I’ve not been in a fight since.

I sometimes wonder how I would react now. Back then, as a weedy little kid, I wasn’t confident at all, being more of a book worm than an athlete. I still am, but I’m also a large man, just over 6′ tall, heavy built, and part of me hopes that’s enough to put off any random altercations because, frankly, if someone did throw a punch at me, I have no idea what I’d do.

In my mind I’d react with speed and precision, I’d block or duck out of the way, throw a counter-punch whilst simultaneously moving my weight to make sure my next movement would put my opponent on the ground with a simple trip. I’ve watched UFC, I know the theory of how this would work, yet I get the feeling that the reality would be very different.

In reality I’m unlikely to have the cat like reflexes that I imagine, so I’ll get hit, my body will freeze in shock and denial as the adrenalin floods my system at which point I’ll either turn and run or try and tackle the person to the ground so they can’t punch me again.
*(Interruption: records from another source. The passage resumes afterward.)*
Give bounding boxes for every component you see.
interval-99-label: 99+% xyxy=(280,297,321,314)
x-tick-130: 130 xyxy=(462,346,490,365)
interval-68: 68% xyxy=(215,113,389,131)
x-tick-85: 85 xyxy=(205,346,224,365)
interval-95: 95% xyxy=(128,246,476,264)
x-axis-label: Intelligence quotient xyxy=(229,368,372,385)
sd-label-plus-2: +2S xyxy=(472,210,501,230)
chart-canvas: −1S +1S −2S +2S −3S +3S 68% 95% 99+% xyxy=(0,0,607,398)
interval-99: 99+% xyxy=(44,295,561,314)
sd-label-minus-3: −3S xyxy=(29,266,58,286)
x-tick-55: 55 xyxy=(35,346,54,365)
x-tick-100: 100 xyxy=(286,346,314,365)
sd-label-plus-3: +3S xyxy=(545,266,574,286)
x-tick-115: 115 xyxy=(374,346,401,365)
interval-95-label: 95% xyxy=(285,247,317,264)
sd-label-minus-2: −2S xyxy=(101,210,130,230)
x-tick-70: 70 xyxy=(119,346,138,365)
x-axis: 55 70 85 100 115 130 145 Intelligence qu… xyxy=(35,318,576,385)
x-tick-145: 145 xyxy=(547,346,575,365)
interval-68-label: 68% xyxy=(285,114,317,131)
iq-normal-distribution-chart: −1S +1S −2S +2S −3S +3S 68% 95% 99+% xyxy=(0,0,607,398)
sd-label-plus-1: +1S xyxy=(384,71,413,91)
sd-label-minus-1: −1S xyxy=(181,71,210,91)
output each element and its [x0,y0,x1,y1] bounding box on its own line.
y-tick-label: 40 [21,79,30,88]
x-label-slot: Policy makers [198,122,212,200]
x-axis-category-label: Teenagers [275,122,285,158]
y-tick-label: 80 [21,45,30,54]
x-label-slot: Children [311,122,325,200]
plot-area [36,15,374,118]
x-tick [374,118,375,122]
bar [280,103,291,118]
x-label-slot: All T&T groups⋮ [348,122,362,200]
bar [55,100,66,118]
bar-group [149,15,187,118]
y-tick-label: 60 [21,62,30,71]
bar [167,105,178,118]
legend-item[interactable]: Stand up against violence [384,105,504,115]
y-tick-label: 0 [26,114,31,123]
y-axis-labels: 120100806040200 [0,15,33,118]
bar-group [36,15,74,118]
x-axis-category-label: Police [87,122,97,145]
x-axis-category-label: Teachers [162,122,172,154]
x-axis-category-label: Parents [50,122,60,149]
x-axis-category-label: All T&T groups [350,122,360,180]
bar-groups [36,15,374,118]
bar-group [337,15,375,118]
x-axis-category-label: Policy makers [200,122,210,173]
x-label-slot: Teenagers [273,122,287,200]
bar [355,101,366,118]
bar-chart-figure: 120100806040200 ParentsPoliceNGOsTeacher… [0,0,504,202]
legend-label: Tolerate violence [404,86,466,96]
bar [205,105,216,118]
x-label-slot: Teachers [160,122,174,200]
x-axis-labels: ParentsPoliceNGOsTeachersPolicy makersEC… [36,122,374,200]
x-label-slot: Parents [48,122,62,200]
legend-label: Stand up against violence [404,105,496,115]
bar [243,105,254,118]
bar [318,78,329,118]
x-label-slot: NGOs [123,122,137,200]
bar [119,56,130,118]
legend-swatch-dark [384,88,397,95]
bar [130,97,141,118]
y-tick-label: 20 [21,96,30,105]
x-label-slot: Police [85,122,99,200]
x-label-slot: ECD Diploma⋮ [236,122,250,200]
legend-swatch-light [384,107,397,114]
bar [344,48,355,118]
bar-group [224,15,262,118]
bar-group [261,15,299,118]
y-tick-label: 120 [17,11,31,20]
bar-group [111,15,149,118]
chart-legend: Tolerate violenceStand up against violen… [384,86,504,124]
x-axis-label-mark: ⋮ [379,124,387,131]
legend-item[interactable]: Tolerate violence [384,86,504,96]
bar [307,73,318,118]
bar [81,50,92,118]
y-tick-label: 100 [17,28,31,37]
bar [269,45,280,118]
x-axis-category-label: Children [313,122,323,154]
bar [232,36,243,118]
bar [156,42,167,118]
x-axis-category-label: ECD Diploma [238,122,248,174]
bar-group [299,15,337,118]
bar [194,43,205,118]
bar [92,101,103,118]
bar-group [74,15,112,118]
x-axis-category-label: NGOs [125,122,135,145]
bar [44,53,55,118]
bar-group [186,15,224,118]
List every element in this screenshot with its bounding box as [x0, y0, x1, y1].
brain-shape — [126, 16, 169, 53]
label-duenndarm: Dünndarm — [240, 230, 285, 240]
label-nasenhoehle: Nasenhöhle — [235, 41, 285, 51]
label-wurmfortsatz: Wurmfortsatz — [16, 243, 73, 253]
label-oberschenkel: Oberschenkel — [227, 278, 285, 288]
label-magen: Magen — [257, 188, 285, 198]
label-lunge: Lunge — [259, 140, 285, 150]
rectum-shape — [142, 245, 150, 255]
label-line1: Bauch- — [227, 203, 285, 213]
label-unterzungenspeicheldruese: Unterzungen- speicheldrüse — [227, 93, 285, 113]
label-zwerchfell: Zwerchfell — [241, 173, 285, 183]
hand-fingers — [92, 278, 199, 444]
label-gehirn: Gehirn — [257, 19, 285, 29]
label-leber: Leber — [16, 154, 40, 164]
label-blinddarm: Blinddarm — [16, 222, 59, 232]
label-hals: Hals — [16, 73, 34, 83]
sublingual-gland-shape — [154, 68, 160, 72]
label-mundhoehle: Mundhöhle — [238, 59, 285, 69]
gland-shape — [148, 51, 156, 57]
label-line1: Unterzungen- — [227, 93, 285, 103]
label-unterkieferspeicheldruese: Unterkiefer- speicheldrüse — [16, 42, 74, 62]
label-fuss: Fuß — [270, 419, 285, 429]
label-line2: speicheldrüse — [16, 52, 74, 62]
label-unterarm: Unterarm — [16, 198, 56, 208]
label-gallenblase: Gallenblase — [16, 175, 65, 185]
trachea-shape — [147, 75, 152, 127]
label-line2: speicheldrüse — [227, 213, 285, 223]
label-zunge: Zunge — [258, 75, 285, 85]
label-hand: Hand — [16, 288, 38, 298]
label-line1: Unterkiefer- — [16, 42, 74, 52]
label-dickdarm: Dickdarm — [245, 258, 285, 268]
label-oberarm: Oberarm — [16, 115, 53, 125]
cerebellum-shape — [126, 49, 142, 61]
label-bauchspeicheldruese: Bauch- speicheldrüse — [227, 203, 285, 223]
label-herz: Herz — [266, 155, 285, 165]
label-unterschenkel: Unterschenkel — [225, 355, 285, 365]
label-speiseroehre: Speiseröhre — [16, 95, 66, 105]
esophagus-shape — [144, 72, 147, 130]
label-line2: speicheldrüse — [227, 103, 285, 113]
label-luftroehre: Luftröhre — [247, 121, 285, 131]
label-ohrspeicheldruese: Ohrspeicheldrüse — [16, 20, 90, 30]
Hopefully there my, er, superior weight will be in my favour.

But really, I just hope I never find out.

bookmark_borderLove

It is rightly hard to put into words.

It can be raw, deep, and fleeting, all at the same time.

It can bring comfort, joy, security, and a sense of quiet peace to your life.

It doesn’t matter where it comes from, and I’ve found it best not to question it too strongly.

And no, I can’t explain it to you, not properly.

And as cliched as it is, once you’ve found it you’ll know and you’ll realise how much it means to you.

Once you have it, you’ll find the world changing around you in the best of ways.

There are many forms of love, mostly when we think of love we think of partners and the emotional connection they share, or perhaps the love of a caring family is the first thought in your mind, or yet still the trusted love of kinship with your closest friends.

A few years ago I made a point of telling all the people in my life that I truly care about, that I love them. It sounds easy but it really isn’t, which is awful to realise, awful to hit that moment and find yourself a little bit tongue tied and unsure if you should say it and what will the other person think and so you stutter and fumble your way throughout.

But like most things, with practice it gets a lot easier.

And that’s the thing, the more you say it, the easier it gets, and the more you put it out there, the more you get back. It’s a wonderful circle, and given how much hatred we see on TV these days, all over the news, in the media, on social media, I think we all need to put out MORE love to try and get things back in balance.

And you, dear reader, in my own way I love you too, I love you for taking the time to visit this little corner of the internet and reading these words.